Advertisement
News

Beebe drops slug in the education bucket

According to the Pew Foundation, the United States has questionable priorities when it comes to funding education. A 2011 Pew study found that five states spent as much or more on prisons as they did on education, and 28 states were spending 50 cents on prisons for every dollar spent on education. Pew also found that between 1987 and 2007 spending on prisons rose 127 percent. During that same time spending on education only rose 21 percent.

Some states seem to have gotten the message. For example, Minnesota, a state with the lowest (or next to lowest — depending upon source) incarceration rate in the country, only spends 17 cents on corrections for every dollar it spends on education. Note: this is no coincidence.

In a sense it comes down to a simple choice: schools or prisons. There is almost no other set of alternatives. Even education delivered to those in prison has long-term positive effects. Education is one of the best deterrents to re-offending. In a study conducted for the U.S. Department of Education, researchers found participation in state correctional education programs lowers the likelihood of re-incarceration by 29 percent. In addition, the study concluded that for every dollar spent on education, more than two dollars in reduced prison costs would be returned to taxpayers.

Moreover, advanced educational opportunities help to prepare formerly incarcerated individuals to compete in the labor market, join the workforce, and positively contribute to the economy. Employment reduces recidivism and increases the chance that a formerly incarcerated person will successfully transition into the community.

Naysayers always deride these kinds of figures as fuzzy-headed liberalism, bent on filling the streets with unrepentant murders and rapists. Nothing could be further from the truth. If the organizations behind these figures have any common purpose it is to stop the hemorrhage of taxpayers’ dollars from the open wound of a failed culture of mass incarceration and mismanaged public schools. Simply put, we can either choose to fund education (at all levels) or we can build more prisons — at all levels.

With this as context, Arkansas Gov. Mike Beebe’s recent rap on the knuckles for the state Higher Education Coordinating Board is especially bad news. According to an Arkansas News Bureau report, the board recommended $63.5 million in new funding for Arkansas’ colleges and universities, but Gov. Mike Beebe told the board not to expect to get it. Giving the keynote speech at the conference, Beebe said, “I wish I had greater news to tell you, that we have a big pot of money and that big pot of money is going to alleviate some of your problems. I can’t tell you that, and I’m not going to lie to you about it.”

While Beebe’s candor is laudable, the substance of his remarks are anything but. No one expects Beebe to magically produce “a big pot of money” like some political leprechaun, but staying the present course is pure blarney. Beebe tried to soften the pall his rebuke cast over the future of our state. He encouraged the higher education officials to be optimistic.

“This isn’t going to last forever, people,” Beebe said. “This economy in the fashion that it currently sits in is not going to last forever. We have to position ourselves to be in a posture to take advantage of any recovery in a way that continues to highlight the progress that Arkansas has made in higher education.”

That’s all well and good, but every dollar we sink into less productive spheres today is one that will keep us playing catch-up tomorrow. While talk of tomorrow’s theoretical wine and roses makes a nice story, being drunk and covered in dead flowers doesn’t create jobs, boost revenues or deter crime. Education does. As we enter the season of holiday giving, this blow to progress and fiscal sanity is one gift that is poised to keep on giving.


Please restate each line of the data below exactly. Omit all images.
═════ Data for analysis
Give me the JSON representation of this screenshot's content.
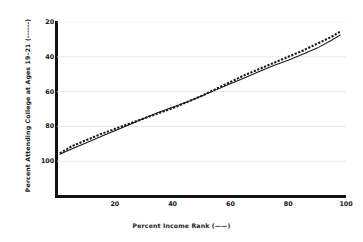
{
  "chart_data": {
    "type": "line",
    "title": "",
    "subtitle": "",
    "xlabel": "Percent Income Rank (——)",
    "ylabel": "Percent Attending College at Ages 19–21 (------)",
    "xlim": [
      0,
      100
    ],
    "ylim": [
      0,
      100
    ],
    "xticks": [
      20,
      40,
      60,
      80,
      100
    ],
    "yticks": [
      20,
      40,
      60,
      80,
      100
    ],
    "grid": "horizontal",
    "legend_position": "in-axis-labels",
    "series": [
      {
        "name": "Percent Income Rank",
        "style": "solid",
        "color": "#1a1a1a",
        "x": [
          1,
          5,
          10,
          15,
          20,
          25,
          30,
          35,
          40,
          45,
          50,
          55,
          60,
          65,
          70,
          75,
          80,
          85,
          90,
          95,
          98
        ],
        "values": [
          24.0,
          27.0,
          30.5,
          34.0,
          37.5,
          41.0,
          44.5,
          48.0,
          51.0,
          54.0,
          57.5,
          61.0,
          64.5,
          68.0,
          71.5,
          75.0,
          78.0,
          81.5,
          85.0,
          89.5,
          92.5
        ]
      },
      {
        "name": "Percent Attending College at Ages 19-21",
        "style": "dashed",
        "color": "#1a1a1a",
        "x": [
          1,
          5,
          10,
          15,
          20,
          25,
          30,
          35,
          40,
          45,
          50,
          55,
          60,
          65,
          70,
          75,
          80,
          85,
          90,
          95,
          98
        ],
        "values": [
          24.5,
          28.5,
          32.0,
          35.5,
          38.5,
          41.5,
          44.5,
          47.5,
          50.5,
          54.0,
          57.5,
          61.5,
          65.5,
          69.5,
          73.0,
          76.5,
          80.0,
          83.5,
          87.5,
          91.5,
          94.5
        ]
      }
    ]
  },
  "axes": {
    "y_tick_labels": [
      "100",
      "80",
      "60",
      "40",
      "20"
    ],
    "x_tick_labels": [
      "20",
      "40",
      "60",
      "80",
      "100"
    ]
  },
  "colors": {
    "background": "#ffffff",
    "axis": "#111111",
    "gridline": "#e3e3e6",
    "series": "#1a1a1a",
    "text": "#141414"
  }
}
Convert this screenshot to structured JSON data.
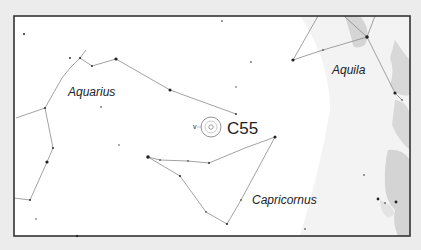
{
  "map": {
    "type": "star-chart",
    "frame": {
      "x": 14,
      "y": 16,
      "width": 396,
      "height": 220
    },
    "colors": {
      "background": "#ececec",
      "chart_bg": "#ffffff",
      "frame": "#333333",
      "lines": "#888888",
      "stars": "#222222",
      "milky_way_light": "#f0f0f0",
      "milky_way_dark": "#d2d2d2",
      "text": "#222222"
    },
    "constellations": [
      {
        "name": "Aquarius",
        "label_x": 68,
        "label_y": 96,
        "font_size": 12
      },
      {
        "name": "Aquila",
        "label_x": 332,
        "label_y": 74,
        "font_size": 12
      },
      {
        "name": "Capricornus",
        "label_x": 252,
        "label_y": 204,
        "font_size": 12
      }
    ],
    "object": {
      "label": "C55",
      "x": 211,
      "y": 127,
      "label_x": 227,
      "label_y": 134,
      "font_size": 17,
      "outer_radius": 10,
      "inner_radius": 3
    },
    "neighbor_label": {
      "text": "v",
      "x": 193,
      "y": 127
    }
  }
}
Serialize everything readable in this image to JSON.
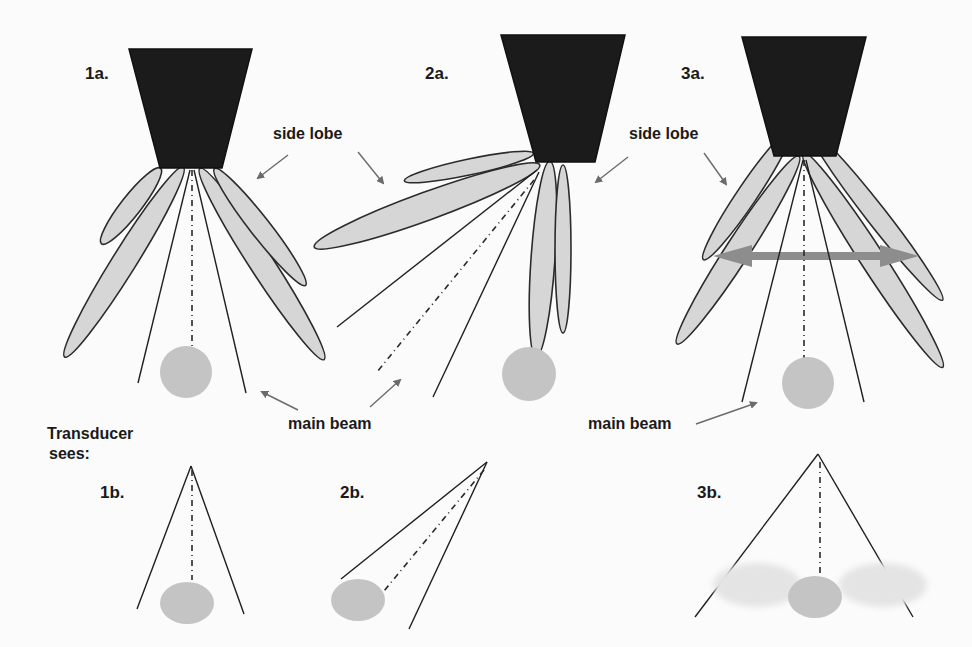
{
  "figure": {
    "type": "diagram",
    "background": "#fbfbfb",
    "colors": {
      "transducer": "#1b1b1b",
      "lobe_fill": "#d6d6d6",
      "target_fill": "#c4c4c4",
      "ghost_fill": "#e4e4e4",
      "pointer": "#6b6b6b",
      "sweep_arrow": "#8d8d8d"
    }
  },
  "panels": {
    "p1a": {
      "label": "1a."
    },
    "p2a": {
      "label": "2a."
    },
    "p3a": {
      "label": "3a."
    },
    "p1b": {
      "label": "1b."
    },
    "p2b": {
      "label": "2b."
    },
    "p3b": {
      "label": "3b."
    }
  },
  "annotations": {
    "side_lobe_1": "side lobe",
    "side_lobe_2": "side lobe",
    "main_beam_1": "main beam",
    "main_beam_2": "main beam",
    "transducer_sees_line1": "Transducer",
    "transducer_sees_line2": "sees:"
  }
}
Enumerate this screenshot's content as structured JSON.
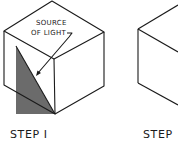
{
  "figure": {
    "panels": [
      {
        "id": "step-1",
        "caption": "STEP I",
        "callout": {
          "line1": "SOURCE",
          "line2": "OF LIGHT"
        },
        "shadow_color": "#6b6b6b"
      },
      {
        "id": "step-2",
        "caption": "STEP"
      }
    ]
  }
}
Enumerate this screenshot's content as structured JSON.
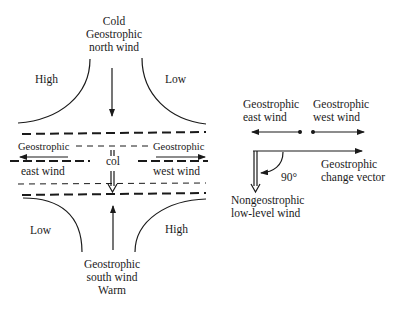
{
  "left_diagram": {
    "top_label": [
      "Cold",
      "Geostrophic",
      "north wind"
    ],
    "bottom_label": [
      "Geostrophic",
      "south wind",
      "Warm"
    ],
    "quadrants": {
      "top_left": "High",
      "top_right": "Low",
      "bottom_left": "Low",
      "bottom_right": "High"
    },
    "col_label": "col",
    "left_wind": [
      "Geostrophic",
      "east wind"
    ],
    "right_wind": [
      "Geostrophic",
      "west wind"
    ]
  },
  "right_diagram": {
    "east_wind": [
      "Geostrophic",
      "east wind"
    ],
    "west_wind": [
      "Geostrophic",
      "west wind"
    ],
    "change_vector": [
      "Geostrophic",
      "change vector"
    ],
    "angle": "90°",
    "low_level_wind": [
      "Nongeostrophic",
      "low-level wind"
    ]
  },
  "colors": {
    "ink": "#1a1a1a",
    "background": "#ffffff"
  }
}
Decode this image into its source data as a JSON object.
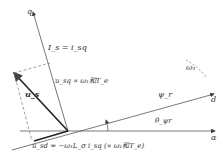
{
  "diagram": {
    "type": "vector-diagram",
    "axes": {
      "q": "q",
      "d": "d",
      "alpha": "α"
    },
    "labels": {
      "is": "I_s = i_sq",
      "us": "u_s",
      "usq": "u_sq ∝ ω₁和T_e",
      "usd": "u_sd = −ω₁L_σ i_sq (∝ ω₁和T_e)",
      "psi_r": "ψ_r",
      "theta": "θ_ψr",
      "omega": "ω₁"
    }
  }
}
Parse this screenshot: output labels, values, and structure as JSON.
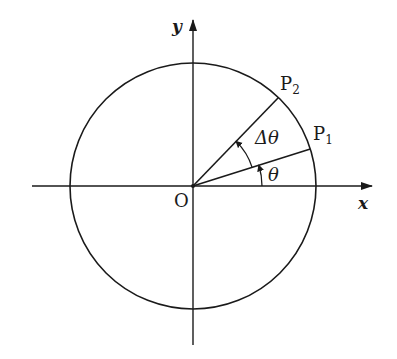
{
  "diagram": {
    "type": "unit-circle-angle",
    "labels": {
      "origin": "O",
      "x_axis": "x",
      "y_axis": "y",
      "p1": "P",
      "p1_sub": "1",
      "p2": "P",
      "p2_sub": "2",
      "theta": "θ",
      "delta_theta": "Δθ"
    },
    "colors": {
      "stroke": "#1a1a1a",
      "background": "#ffffff"
    }
  }
}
══════════
- Solution to this exercise -
Give me the JSON representation of this screenshot's content.
{
  "chart_data": {
    "type": "line",
    "title": "",
    "subtitle": "",
    "xlabel": "Percent Income Rank (——)",
    "ylabel": "Percent Attending College at Ages 19–21 (------)",
    "xlim": [
      0,
      100
    ],
    "ylim": [
      0,
      100
    ],
    "xticks": [
      20,
      40,
      60,
      80,
      100
    ],
    "yticks": [
      20,
      40,
      60,
      80,
      100
    ],
    "grid": "horizontal",
    "legend_position": "in-axis-labels",
    "series": [
      {
        "name": "Percent Income Rank",
        "style": "solid",
        "color": "#1a1a1a",
        "x": [
          1,
          5,
          10,
          15,
          20,
          25,
          30,
          35,
          40,
          45,
          50,
          55,
          60,
          65,
          70,
          75,
          80,
          85,
          90,
          95,
          98
        ],
        "values": [
          24.0,
          27.0,
          30.5,
          34.0,
          37.5,
          41.0,
          44.5,
          48.0,
          51.0,
          54.0,
          57.5,
          61.0,
          64.5,
          68.0,
          71.5,
          75.0,
          78.0,
          81.5,
          85.0,
          89.5,
          92.5
        ]
      },
      {
        "name": "Percent Attending College at Ages 19-21",
        "style": "dashed",
        "color": "#1a1a1a",
        "x": [
          1,
          5,
          10,
          15,
          20,
          25,
          30,
          35,
          40,
          45,
          50,
          55,
          60,
          65,
          70,
          75,
          80,
          85,
          90,
          95,
          98
        ],
        "values": [
          24.5,
          28.5,
          32.0,
          35.5,
          38.5,
          41.5,
          44.5,
          47.5,
          50.5,
          54.0,
          57.5,
          61.5,
          65.5,
          69.5,
          73.0,
          76.5,
          80.0,
          83.5,
          87.5,
          91.5,
          94.5
        ]
      }
    ]
  },
  "axes": {
    "y_tick_labels": [
      "100",
      "80",
      "60",
      "40",
      "20"
    ],
    "x_tick_labels": [
      "20",
      "40",
      "60",
      "80",
      "100"
    ]
  },
  "colors": {
    "background": "#ffffff",
    "axis": "#111111",
    "gridline": "#e3e3e6",
    "series": "#1a1a1a",
    "text": "#141414"
  }
}
Convert this screenshot to structured JSON data.
{
  "map": {
    "type": "star-chart",
    "frame": {
      "x": 14,
      "y": 16,
      "width": 396,
      "height": 220
    },
    "colors": {
      "background": "#ececec",
      "chart_bg": "#ffffff",
      "frame": "#333333",
      "lines": "#888888",
      "stars": "#222222",
      "milky_way_light": "#f0f0f0",
      "milky_way_dark": "#d2d2d2",
      "text": "#222222"
    },
    "constellations": [
      {
        "name": "Aquarius",
        "label_x": 68,
        "label_y": 96,
        "font_size": 12
      },
      {
        "name": "Aquila",
        "label_x": 332,
        "label_y": 74,
        "font_size": 12
      },
      {
        "name": "Capricornus",
        "label_x": 252,
        "label_y": 204,
        "font_size": 12
      }
    ],
    "object": {
      "label": "C55",
      "x": 211,
      "y": 127,
      "label_x": 227,
      "label_y": 134,
      "font_size": 17,
      "outer_radius": 10,
      "inner_radius": 3
    },
    "neighbor_label": {
      "text": "v",
      "x": 193,
      "y": 127
    }
  }
}
Serialize everything readable in this image to JSON.
{
  "figure": {
    "type": "diagram",
    "background": "#fbfbfb",
    "colors": {
      "transducer": "#1b1b1b",
      "lobe_fill": "#d6d6d6",
      "target_fill": "#c4c4c4",
      "ghost_fill": "#e4e4e4",
      "pointer": "#6b6b6b",
      "sweep_arrow": "#8d8d8d"
    }
  },
  "panels": {
    "p1a": {
      "label": "1a."
    },
    "p2a": {
      "label": "2a."
    },
    "p3a": {
      "label": "3a."
    },
    "p1b": {
      "label": "1b."
    },
    "p2b": {
      "label": "2b."
    },
    "p3b": {
      "label": "3b."
    }
  },
  "annotations": {
    "side_lobe_1": "side lobe",
    "side_lobe_2": "side lobe",
    "main_beam_1": "main beam",
    "main_beam_2": "main beam",
    "transducer_sees_line1": "Transducer",
    "transducer_sees_line2": "sees:"
  }
}
Enumerate this screenshot's content as structured JSON.
{
  "figure": {
    "panels": [
      {
        "id": "step-1",
        "caption": "STEP I",
        "callout": {
          "line1": "SOURCE",
          "line2": "OF LIGHT"
        },
        "shadow_color": "#6b6b6b"
      },
      {
        "id": "step-2",
        "caption": "STEP"
      }
    ]
  }
}
Enumerate this screenshot's content as structured JSON.
{
  "left_diagram": {
    "top_label": [
      "Cold",
      "Geostrophic",
      "north wind"
    ],
    "bottom_label": [
      "Geostrophic",
      "south wind",
      "Warm"
    ],
    "quadrants": {
      "top_left": "High",
      "top_right": "Low",
      "bottom_left": "Low",
      "bottom_right": "High"
    },
    "col_label": "col",
    "left_wind": [
      "Geostrophic",
      "east wind"
    ],
    "right_wind": [
      "Geostrophic",
      "west wind"
    ]
  },
  "right_diagram": {
    "east_wind": [
      "Geostrophic",
      "east wind"
    ],
    "west_wind": [
      "Geostrophic",
      "west wind"
    ],
    "change_vector": [
      "Geostrophic",
      "change vector"
    ],
    "angle": "90°",
    "low_level_wind": [
      "Nongeostrophic",
      "low-level wind"
    ]
  },
  "colors": {
    "ink": "#1a1a1a",
    "background": "#ffffff"
  }
}
Decode this image into its source data as a JSON object.
{
  "diagram": {
    "type": "vector-diagram",
    "axes": {
      "q": "q",
      "d": "d",
      "alpha": "α"
    },
    "labels": {
      "is": "I_s = i_sq",
      "us": "u_s",
      "usq": "u_sq ∝ ω₁和T_e",
      "usd": "u_sd = −ω₁L_σ i_sq (∝ ω₁和T_e)",
      "psi_r": "ψ_r",
      "theta": "θ_ψr",
      "omega": "ω₁"
    }
  }
}
Parse this screenshot: output labels, values, and structure as JSON.
{
  "diagram": {
    "type": "unit-circle-angle",
    "labels": {
      "origin": "O",
      "x_axis": "x",
      "y_axis": "y",
      "p1": "P",
      "p1_sub": "1",
      "p2": "P",
      "p2_sub": "2",
      "theta": "θ",
      "delta_theta": "Δθ"
    },
    "colors": {
      "stroke": "#1a1a1a",
      "background": "#ffffff"
    }
  }
}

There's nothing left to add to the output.